Saudi Jets Again Attack Yemeni Buses

CAIRO (Dispatches) – A Saudi airstrike has killed at least 17 civilians in the port city of Hudaydah, Yemeni officials said on Saturday.
A spokesman for the Health Ministry in Sanaa, Youssef al-Hadari, said that beyond the 17 killed there were also 20 wounded in the Saturday strike on the Gabal Ras area.
The fatalities occurred when Saudi planes targeted two buses that were carrying civilians fleeing Hudaydah, according to a report by Yemen’s al-Masirah television network.
In August, a Saudi air raid hit a school bus as it drove through a market in the town of Dhahyan in Saada Province in northwestern Yemen, killing a total of 51 people, among them 40 children, and injuring 79 others, mostly children.
The children were returning from a trip organized by a religious seminary when the bus came under attack. Images later circulated online, showing pieces of a U.S.-made bomb on the scene.
Saudi Arabia said the school bus targeted in the airstrike was a "legitimate target" after finally admitting "mistakes".
The allegations came on the same day Human Rights Watch called the macabre August 9 attack an "apparent war crime."
Hudaydah, with its key port installations that bring UN humanitarian aid, has become the center of Yemen's conflict.

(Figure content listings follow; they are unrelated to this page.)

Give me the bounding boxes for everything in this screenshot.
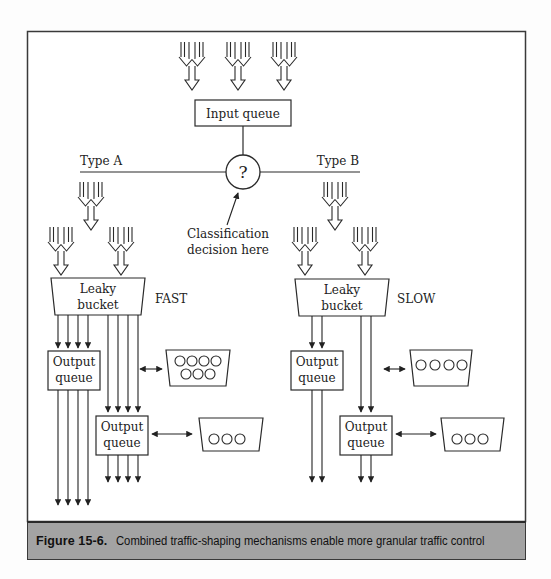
traffic-shaping-diagram: Input queue ? Type A Type B Classificati… <box>0 0 551 579</box>
slow-leaky-bucket: Leaky bucket <box>295 279 389 316</box>
figure-number: Figure 15-6. <box>36 534 108 548</box>
type-a-output-queue-1: Output queue <box>48 351 100 390</box>
input-queue-label: Input queue <box>206 107 280 121</box>
type-b-output-queue-2: Output queue <box>340 416 392 455</box>
type-a-buffer-7-slots <box>166 350 230 386</box>
svg-text:Output: Output <box>53 355 96 369</box>
svg-text:bucket: bucket <box>321 299 363 313</box>
type-a-buffer-3-slots <box>199 418 263 451</box>
type-a-label: Type A <box>80 154 122 168</box>
svg-text:bucket: bucket <box>77 298 119 312</box>
type-b-label: Type B <box>317 154 359 168</box>
svg-text:Leaky: Leaky <box>80 282 116 296</box>
figure-caption: Combined traffic-shaping mechanisms enab… <box>116 534 485 548</box>
question-mark-icon: ? <box>238 162 247 182</box>
svg-text:Output: Output <box>101 420 144 434</box>
classifier-node: ? <box>226 155 260 189</box>
svg-text:queue: queue <box>298 371 335 385</box>
svg-text:Output: Output <box>296 355 339 369</box>
classification-note-line2: decision here <box>187 243 269 257</box>
fast-label: FAST <box>155 292 187 306</box>
slow-label: SLOW <box>397 292 436 306</box>
type-b-buffer-3-slots <box>441 418 504 451</box>
type-b-buffer-4-slots <box>410 350 472 386</box>
type-b-output-queue-1: Output queue <box>291 351 343 390</box>
svg-text:queue: queue <box>103 436 140 450</box>
fast-leaky-bucket: Leaky bucket <box>51 278 145 315</box>
type-a-output-queue-2: Output queue <box>96 416 148 455</box>
input-queue-box: Input queue <box>195 100 291 126</box>
svg-text:queue: queue <box>347 436 384 450</box>
svg-text:Leaky: Leaky <box>324 283 360 297</box>
svg-text:queue: queue <box>55 371 92 385</box>
classification-note-line1: Classification <box>187 227 269 241</box>
svg-text:Output: Output <box>345 420 388 434</box>
figure-caption-bar: Figure 15-6. Combined traffic-shaping me… <box>27 521 526 560</box>
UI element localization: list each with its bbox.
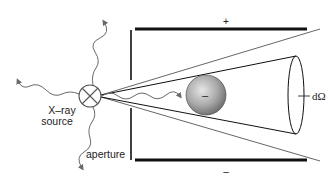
aperture-label: aperture [86, 148, 125, 160]
ray-left [18, 81, 79, 95]
top-plate-sign: + [223, 16, 229, 27]
particle-charge: – [202, 89, 209, 101]
xray-source-icon [79, 85, 101, 107]
ray-up [92, 22, 106, 85]
xray-scattering-diagram: – X–ray source aperture dΩ + – [0, 0, 334, 184]
source-label-line2: source [41, 115, 73, 127]
bottom-plate-sign: – [223, 166, 229, 177]
solid-angle-label: dΩ [312, 90, 326, 102]
solid-angle-ellipse [288, 56, 304, 134]
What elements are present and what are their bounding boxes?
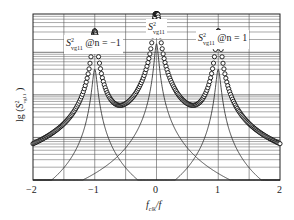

Saudi and UAE troops and mercenaries are in the midst of a protracted offensive to occupy it in the face of stiff resistance by Houthis and their allies in the Yemeni army.
Saudi Arabia on has been locked in a stalemated war with Yemen since 2015. An estimated 15,000 people have been killed in the conflict, which has produced what the UN says is the world's worst humanitarian crisis.
On Thursday, the United Nations Committee on the Rights of the Child strongly urged Saudi Arabia to stop its ceaseless deadly airstrikes against civilian targets in Yemen.
The panel of 18 independent experts made the demands in a statement in which it said Yemeni children were being killed, maimed and orphaned by Saudi Arabia and its allies.
According to UN figures, at least 1,248 children have been killed and nearly the same number sustained wounds in airstrikes since the onset of the imposed war in March 2015.
The panel also noted that Saudi Arabia had conducted attacks on civilian targets in Yemen, including homes, medical facilities, schools, farms, weddings and markets, in breach of international law.